J-alpha-7 let go of the handle and picked up her knitting, only to realize she’d run out of yarn. “Darn it,” she swore softly.

“What is it, sweetcheeks?” her partner of the year, H-beta-six, asked, not really paying attention. At least the year was nearly over.

“I need new yarn, and I’m never quite sure where they’ve put the Woolery. How do you get there from here when today is Tuesday?”

“How have you lived in BAELZ your whole life and still not developed a sense of direction?” H complained tiredly. “You can’t get there on Tuesdays, you know that. They’re cleaning First Ave, and that’s in the middle of the Zone tonight.”

She wrinkled her nose. “There’s got to be a way. They can’t just cut off half the city for one day out of ten.”

“They can. They’re the architects, the big Grahams. They can do anything they want.”

“It’s stupid.” She stood up, setting her knitting carefully where H wouldn’t go bothering it. “I’m going to go looking.”

“J, don’t be a ditz. You know you get lost when you go exploring alone.”

“Then come with me,” she challenged, knowing full well what the answer would be.

“I’ve got stuff to do. Honestly, J, you know I can’t just drop everything on your whim.”
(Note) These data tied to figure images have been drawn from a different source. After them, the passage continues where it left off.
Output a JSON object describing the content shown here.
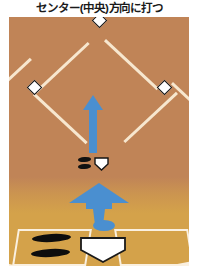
{
  "title": "センター(中央)方向に打つ",
  "diagram": {
    "type": "baseball-field-diagram",
    "sport": "baseball",
    "field": {
      "infield_color": "#c08457",
      "closeup_color": "#d4a24a",
      "line_color": "#f7e7cf"
    },
    "bases": [
      {
        "name": "second-base",
        "label": "2nd"
      },
      {
        "name": "third-base",
        "label": "3rd"
      },
      {
        "name": "first-base",
        "label": "1st"
      },
      {
        "name": "home-plate",
        "label": "Home"
      }
    ],
    "arrows": [
      {
        "name": "hit-direction-arrow-upper",
        "direction": "up",
        "color": "#4a8fd0"
      },
      {
        "name": "hit-direction-arrow-lower",
        "direction": "up",
        "color": "#4a8fd0"
      }
    ],
    "markers": {
      "ball": {
        "name": "ball-marker",
        "color": "#4a8fd0"
      },
      "batter_feet": {
        "name": "batter-footprints",
        "color": "#0d0d0d",
        "count": 2
      },
      "batter_box_side": "left"
    }
  }
}
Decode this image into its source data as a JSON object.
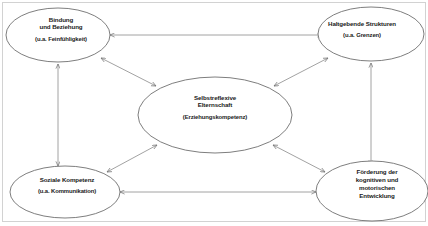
{
  "diagram": {
    "background_color": "#ffffff",
    "stroke_color": "#8a8a8a",
    "text_color": "#1a1a1a",
    "nodes": [
      {
        "id": "bindung",
        "title_line1": "Bindung",
        "title_line2": "und Beziehung",
        "subtitle": "(u.a. Feinfühligkeit)",
        "position": "top-left"
      },
      {
        "id": "haltgebende-strukturen",
        "title_line1": "Haltgebende Strukturen",
        "title_line2": "",
        "subtitle": "(u.a. Grenzen)",
        "position": "top-right"
      },
      {
        "id": "selbstreflexive-elternschaft",
        "title_line1": "Selbstreflexive",
        "title_line2": "Elternschaft",
        "subtitle": "(Erziehungskompetenz)",
        "position": "center"
      },
      {
        "id": "soziale-kompetenz",
        "title_line1": "Soziale Kompetenz",
        "title_line2": "",
        "subtitle": "(u.a. Kommunikation)",
        "position": "bottom-left"
      },
      {
        "id": "foerderung-entwicklung",
        "title_line1": "Förderung der",
        "title_line2": "kognitiven und",
        "title_line3": "motorischen",
        "title_line4": "Entwicklung",
        "subtitle": "",
        "position": "bottom-right"
      }
    ],
    "connections": [
      {
        "from": "bindung",
        "to": "haltgebende-strukturen",
        "style": "bidirectional"
      },
      {
        "from": "bindung",
        "to": "soziale-kompetenz",
        "style": "bidirectional"
      },
      {
        "from": "haltgebende-strukturen",
        "to": "foerderung-entwicklung",
        "style": "bidirectional"
      },
      {
        "from": "soziale-kompetenz",
        "to": "foerderung-entwicklung",
        "style": "bidirectional"
      },
      {
        "from": "bindung",
        "to": "selbstreflexive-elternschaft",
        "style": "bidirectional"
      },
      {
        "from": "haltgebende-strukturen",
        "to": "selbstreflexive-elternschaft",
        "style": "bidirectional"
      },
      {
        "from": "soziale-kompetenz",
        "to": "selbstreflexive-elternschaft",
        "style": "bidirectional"
      },
      {
        "from": "foerderung-entwicklung",
        "to": "selbstreflexive-elternschaft",
        "style": "bidirectional"
      }
    ]
  }
}
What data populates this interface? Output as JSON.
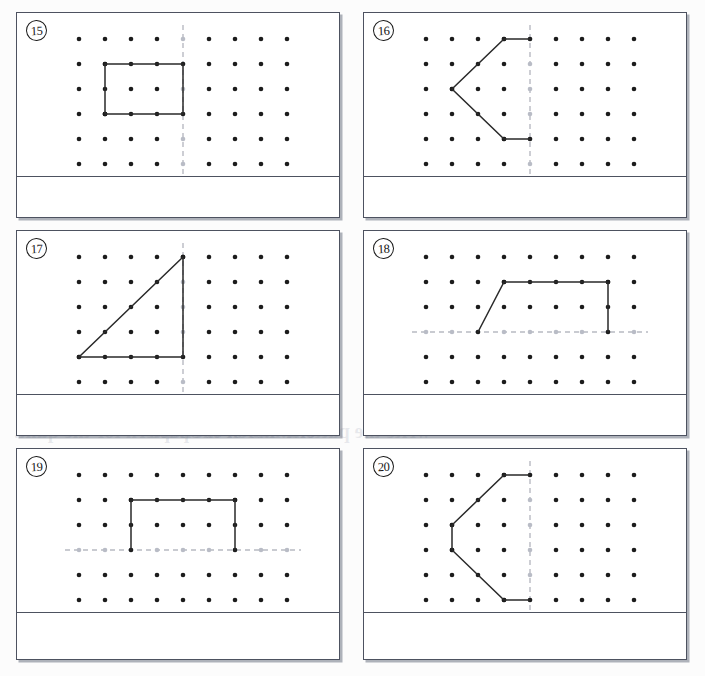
{
  "document": {
    "kind": "worksheet-page",
    "description": "Symmetry geoboard worksheet, problems 15 through 20",
    "page_width": 705,
    "page_height": 676
  },
  "colors": {
    "page_background": "#fcfcfc",
    "panel_background": "#ffffff",
    "panel_border": "#4d5260",
    "panel_shadow": "rgba(110,116,132,0.55)",
    "dot": "#1c1c1c",
    "dot_faint": "#b9bcc6",
    "shape_stroke": "#2a2a2a",
    "mirror_line": "#b8bac2",
    "number_text": "#141414",
    "ghost_text": "rgba(120,128,150,0.16)"
  },
  "grid": {
    "columns": 9,
    "rows": 6,
    "dot_radius": 2.3,
    "origin_x": 62,
    "origin_y": 26,
    "step_x": 26,
    "step_y": 25
  },
  "ghost_text_lines": [
    {
      "text": "the pattern for the",
      "x": 24,
      "y": 52,
      "size": 22
    },
    {
      "text": "and then draw the",
      "x": 30,
      "y": 86,
      "size": 22
    },
    {
      "text": "line of symmetry for each shape.",
      "x": 18,
      "y": 195,
      "size": 17
    },
    {
      "text": "the other half of the shape",
      "x": 392,
      "y": 120,
      "size": 19
    },
    {
      "text": "Draw the other half",
      "x": 398,
      "y": 160,
      "size": 17
    },
    {
      "text": "one half of the pattern for the quilt.",
      "x": 14,
      "y": 420,
      "size": 20
    },
    {
      "text": "write the pattern. Block or shape",
      "x": 150,
      "y": 420,
      "size": 20
    },
    {
      "text": "Complete the drawing",
      "x": 420,
      "y": 300,
      "size": 18
    },
    {
      "text": "Finish the picture so",
      "x": 410,
      "y": 334,
      "size": 16
    }
  ],
  "panels": [
    {
      "id": "panel-15",
      "number_label": "15",
      "x": 16,
      "y": 12,
      "width": 324,
      "height": 206,
      "grid_top_offset": 10,
      "answer_rule_y": 163,
      "mirror_line": {
        "type": "vertical",
        "at": 4
      },
      "shape": {
        "type": "polyline",
        "closed": false,
        "points": [
          [
            1,
            3
          ],
          [
            1,
            1
          ],
          [
            4,
            1
          ],
          [
            4,
            3
          ],
          [
            1,
            3
          ]
        ],
        "description": "rectangle from column 1 to the vertical mirror line at column 4, rows 1 to 3"
      }
    },
    {
      "id": "panel-16",
      "number_label": "16",
      "x": 363,
      "y": 12,
      "width": 324,
      "height": 206,
      "grid_top_offset": 10,
      "answer_rule_y": 163,
      "mirror_line": {
        "type": "vertical",
        "at": 4
      },
      "shape": {
        "type": "polyline",
        "closed": false,
        "points": [
          [
            4,
            0
          ],
          [
            3,
            0
          ],
          [
            1,
            2
          ],
          [
            3,
            4
          ],
          [
            4,
            4
          ]
        ],
        "description": "left-pointing chevron half, touching the vertical mirror line at top and bottom"
      }
    },
    {
      "id": "panel-17",
      "number_label": "17",
      "x": 16,
      "y": 230,
      "width": 324,
      "height": 206,
      "grid_top_offset": 10,
      "answer_rule_y": 163,
      "mirror_line": {
        "type": "vertical",
        "at": 4
      },
      "shape": {
        "type": "polyline",
        "closed": false,
        "points": [
          [
            4,
            0
          ],
          [
            0,
            4
          ],
          [
            4,
            4
          ],
          [
            4,
            0
          ]
        ],
        "description": "right triangle with hypotenuse rising to the vertical mirror line at column 4"
      }
    },
    {
      "id": "panel-18",
      "number_label": "18",
      "x": 363,
      "y": 230,
      "width": 324,
      "height": 206,
      "grid_top_offset": 10,
      "answer_rule_y": 163,
      "mirror_line": {
        "type": "horizontal",
        "at": 3
      },
      "shape": {
        "type": "polyline",
        "closed": false,
        "points": [
          [
            2,
            3
          ],
          [
            3,
            1
          ],
          [
            7,
            1
          ],
          [
            7,
            3
          ]
        ],
        "description": "trapezoid half sitting on the horizontal mirror line at row 3"
      }
    },
    {
      "id": "panel-19",
      "number_label": "19",
      "x": 16,
      "y": 448,
      "width": 324,
      "height": 212,
      "grid_top_offset": 10,
      "answer_rule_y": 163,
      "mirror_line": {
        "type": "horizontal",
        "at": 3
      },
      "shape": {
        "type": "polyline",
        "closed": false,
        "points": [
          [
            2,
            3
          ],
          [
            2,
            1
          ],
          [
            6,
            1
          ],
          [
            6,
            3
          ]
        ],
        "description": "rectangle half standing on the horizontal mirror line at row 3"
      }
    },
    {
      "id": "panel-20",
      "number_label": "20",
      "x": 363,
      "y": 448,
      "width": 324,
      "height": 212,
      "grid_top_offset": 10,
      "answer_rule_y": 163,
      "mirror_line": {
        "type": "vertical",
        "at": 4
      },
      "shape": {
        "type": "polyline",
        "closed": false,
        "points": [
          [
            4,
            0
          ],
          [
            3,
            0
          ],
          [
            1,
            2
          ],
          [
            1,
            3
          ],
          [
            3,
            5
          ],
          [
            4,
            5
          ]
        ],
        "description": "hexagon half touching the vertical mirror line at column 4"
      }
    }
  ]
}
“Fine.” She slid on her coat – the Zone’s outdoor regions were kept slightly cooler than the indoor regions, to suggest the need for a home. “Then I’ll go myself.” Thinking to herself, two more weeks until the year is over, and trying to hold the Tuesday map in her head, she left their apartment behind.

This entry was originally posted at http://aldersprig.dreamwidth.org/232365.html. You can comment here or there.

Unicorn Chase, a story of Unicorn/Factory for the Giraffe Call

For [personal profile] ysabetwordsmith‘s Prompt.

Unicorn Factory has a landing page here on DW and here on LJ

There weren’t supposed to be unicorns in the Town.

There weren’t supposed to be unicorns at all, of course – they were a myth, a superstition. But inside the Town? Such things should not even be thought of. Not in the Town, with its rationality, its science, its straight streets and straight walls and rational protections against the myth and credulity of the common Village folk. Not in the Town, with its upright people who worked hard for a day’s living in the Factory, who struggled to live in the faint miasma of Progress. There was no space nor time for unicorns in the Town. They did not belong.

And certainly not in the Factory, the heart of all those things the Town stood for, with its soot-blackened stone and its towering stacks, with its tired but proud workers, with its managers and thinkers and planners who understood how the world was supposed to work. A unicorn, if such things existed, could not survive in the Town, much less in the factory.

But Harah who worked at Gear Station One whispered to Jik, who worked the same station, that she’d seen something out of the corner of her eye. And Jik muttered about it to Tonor, who worked at Gear Station Two, and confirmed that he, too, had seen a glitter of horn, a suggestion of malice.

And Tonor mentioned both sightings to Ura, who passed it on to Pallas at the Inspection Booth, who had the sharpest eyes on the floor. And Pallas kept those eyes peeled, and told Rodder, who carried the big stick, when she’d seen the tell-tale streak of white. And Rodder chased the faintest flash through the factory floor, overturning trays and disrupting the whole processes, only to be told by Infe’s daughter, who was visiting, that she’d seen the thing leave by the shipping dock.

Infe’s daughter went home giggling, remembering the horn glimmering, and the happy face of the Unicorn munching the begonias in the Factory courtyard.